The researchers recruited healthy male volunteers and gave them a series of choices: they had to decide between a tempting "small reward" available immediately, or a "large reward" available after a delay.
For some of the choices, the small reward was continuously available, and subjects had to exert willpower to resist choosing it until the large reward became available.
But for other choices, subjects were given the opportunity to precommit: before the tempting option became available, they had the ability to prevent themselves from ever encountering the temptation.
The scientists measured people's choices and brain activity as they made these decisions. They found that precommitment was a more effective self-control strategy than willpower - subjects were more likely to get the large reward when they had the opportunity to precommit.
They also found that the most impulsive people (those with the weakest willpower) benefited the most from precommitment.
The scientists were also able to identify the regions of the brain that play a role in willpower and precommitment.
They found that precommitment specifically activates the frontopolar cortex, a region that is involved in thinking about the future.
Additionally, when the frontopolar cortex is engaged during precommitment, it increases its communication with a region that plays an important role in willpower, the dorsolateral prefrontal cortex.
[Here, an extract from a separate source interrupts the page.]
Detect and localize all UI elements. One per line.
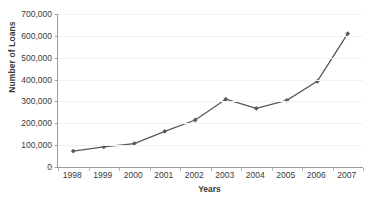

By identifying the brain networks involved in willpower and precommitment, the research opens new avenues for understanding failures of self-control.
"The brain data is exciting because it hints at a mechanism for how precommitment works: thinking about the future may engage frontopolar regions, which by virtue of their connections with the dorsolateral prefrontal cortex are able to guide behaviour toward precommitment," Tobias Kalenscher, co-author on the paper from University of Dusseldorf, said.
The study was published in the journal Neuron.